Chilworth Manor, Surrey

[2] Chilworth was the name of an ancient manorial estate recorded in the Domesday Book (1086) as belonging to Alwin before the conquest, and afterwards to Odo of Bayeux.

On the site of Chilworth manor house there formerly existed a monastic cell belonging to the Augustinian canons of Newark Priory, Surrey (between Ripley and Pyrford), one of whom probably served the parishioners of St Martha during the Middle Ages.

[3] Newark Priory was dissolved by Henry VIII and by 1580 Chilworth manor was owned by William Morgan (c. 1525–1602), who also held the neighbouring manor of Tyting with Henry Polsted (whose son Richard Polsted[4] married a daughter of Sir William More (died 1600) of Loseley Park).

[6] His wife, Lady Margaret, extended hospitality to the poet Robert Tofte and his brother at Chilworth, who dedicated his translation of Boiardo's Orlando Innamorato to her in 1598.

As a result of the costs involved in the elections, the property was sold to Richard Houlditch, a director of the South Sea Company.

John Bunyan, who lived nearby at one time, is reputed to have based The Hill of Difficulty in Pilgrims Progress on the path from the manor to St Martha's Chapel.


> [Work task]: For the lines from the one with "In a 1024x683 image, where is *human face*?" to the end of the listing below, both ends included, give an exact copy and nothing more. Do not copy pictures.

Given information: Begin

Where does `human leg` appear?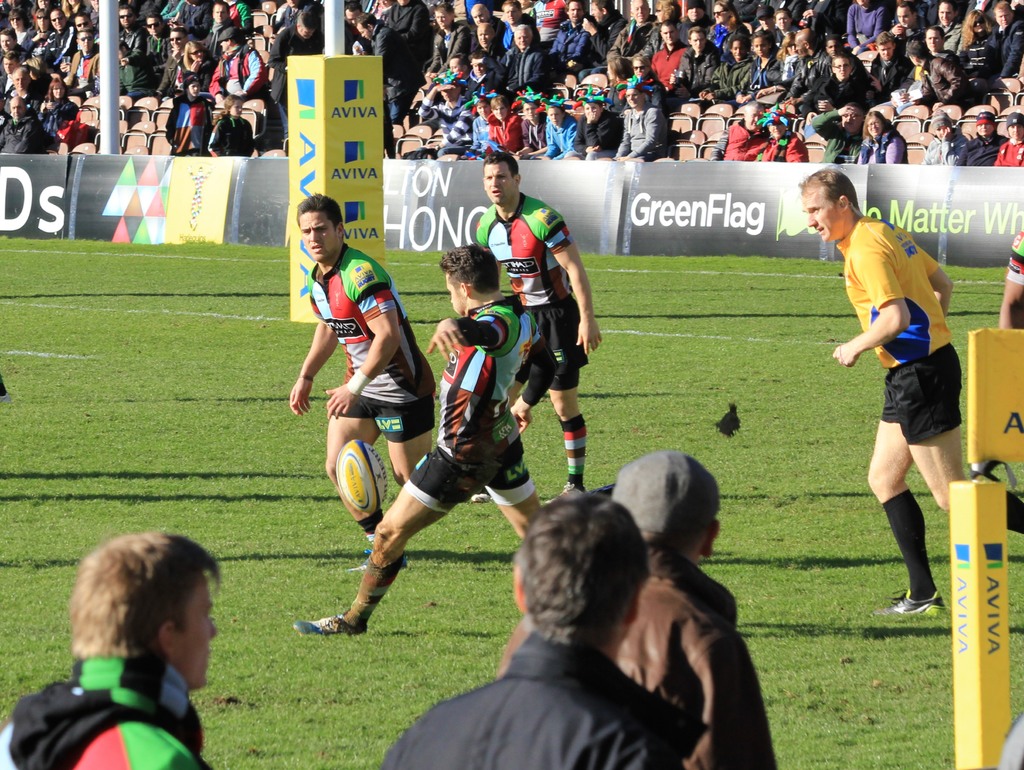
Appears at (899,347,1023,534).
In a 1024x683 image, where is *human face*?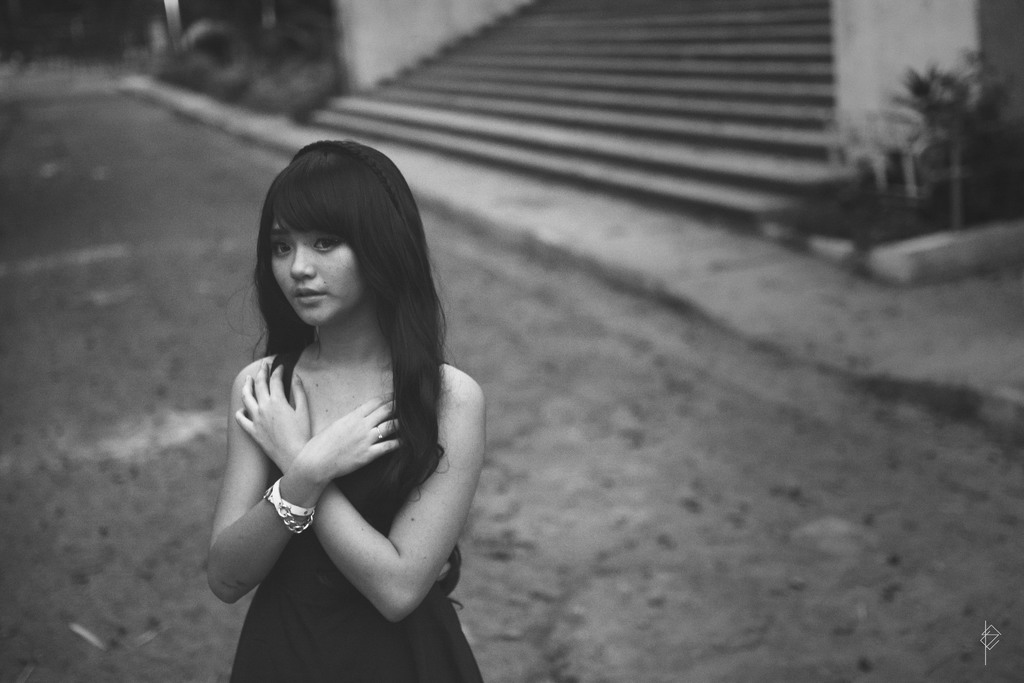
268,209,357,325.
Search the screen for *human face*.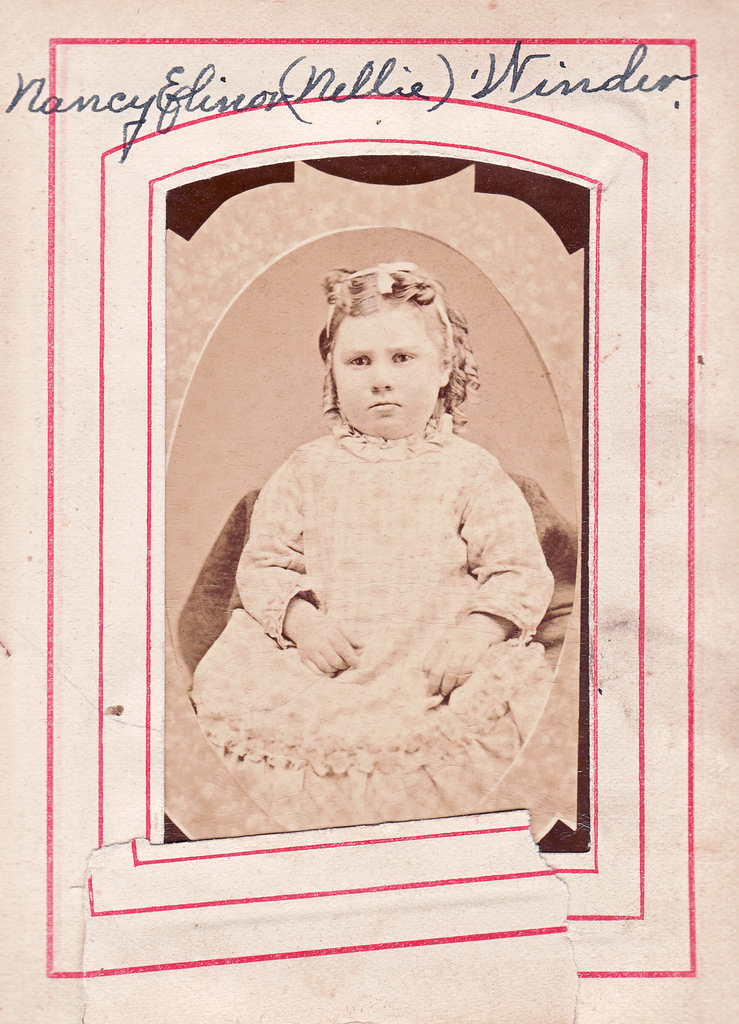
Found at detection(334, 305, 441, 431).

Given information: End

> [Answer box]:
In a 1024x683 image, where is *human face*?
268,209,357,325.
Search the screen for *human face*.
Found at detection(334, 305, 441, 431).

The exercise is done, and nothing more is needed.